● **Dataset excerpts**:
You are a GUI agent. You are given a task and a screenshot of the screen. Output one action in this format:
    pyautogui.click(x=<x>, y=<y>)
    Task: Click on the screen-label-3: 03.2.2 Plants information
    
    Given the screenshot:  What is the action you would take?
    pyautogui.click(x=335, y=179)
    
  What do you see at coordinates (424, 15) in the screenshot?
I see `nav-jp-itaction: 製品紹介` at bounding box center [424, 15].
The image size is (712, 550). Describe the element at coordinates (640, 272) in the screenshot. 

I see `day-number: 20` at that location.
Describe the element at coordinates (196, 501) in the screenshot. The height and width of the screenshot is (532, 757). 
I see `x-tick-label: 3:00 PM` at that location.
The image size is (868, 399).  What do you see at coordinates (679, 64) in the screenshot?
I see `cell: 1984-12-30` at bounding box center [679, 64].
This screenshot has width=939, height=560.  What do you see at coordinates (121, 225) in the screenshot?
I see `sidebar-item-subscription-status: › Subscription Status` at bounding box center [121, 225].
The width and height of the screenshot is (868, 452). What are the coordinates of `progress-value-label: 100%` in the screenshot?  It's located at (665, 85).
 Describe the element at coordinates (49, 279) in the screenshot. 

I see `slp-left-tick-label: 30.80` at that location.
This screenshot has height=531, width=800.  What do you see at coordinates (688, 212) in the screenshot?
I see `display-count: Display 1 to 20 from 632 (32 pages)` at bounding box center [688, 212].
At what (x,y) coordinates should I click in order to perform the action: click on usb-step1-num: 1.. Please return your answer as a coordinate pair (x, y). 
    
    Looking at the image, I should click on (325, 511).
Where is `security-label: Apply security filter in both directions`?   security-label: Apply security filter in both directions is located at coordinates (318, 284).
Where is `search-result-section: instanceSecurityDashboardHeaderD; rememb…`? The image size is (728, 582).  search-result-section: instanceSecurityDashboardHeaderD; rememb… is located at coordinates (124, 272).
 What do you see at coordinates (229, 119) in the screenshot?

● **Work to complete**:
Print exactly the lines between the line with "The image size is (868, 399)." and the final line of the records above, both included.

● **Solution for this problem**:
The image size is (868, 399).  What do you see at coordinates (679, 64) in the screenshot?
I see `cell: 1984-12-30` at bounding box center [679, 64].
This screenshot has width=939, height=560.  What do you see at coordinates (121, 225) in the screenshot?
I see `sidebar-item-subscription-status: › Subscription Status` at bounding box center [121, 225].
The width and height of the screenshot is (868, 452). What are the coordinates of `progress-value-label: 100%` in the screenshot?  It's located at (665, 85).
 Describe the element at coordinates (49, 279) in the screenshot. 

I see `slp-left-tick-label: 30.80` at that location.
This screenshot has height=531, width=800.  What do you see at coordinates (688, 212) in the screenshot?
I see `display-count: Display 1 to 20 from 632 (32 pages)` at bounding box center [688, 212].
At what (x,y) coordinates should I click in order to perform the action: click on usb-step1-num: 1.. Please return your answer as a coordinate pair (x, y). 
    
    Looking at the image, I should click on (325, 511).
Where is `security-label: Apply security filter in both directions`?   security-label: Apply security filter in both directions is located at coordinates (318, 284).
Where is `search-result-section: instanceSecurityDashboardHeaderD; rememb…`? The image size is (728, 582).  search-result-section: instanceSecurityDashboardHeaderD; rememb… is located at coordinates (124, 272).
 What do you see at coordinates (229, 119) in the screenshot?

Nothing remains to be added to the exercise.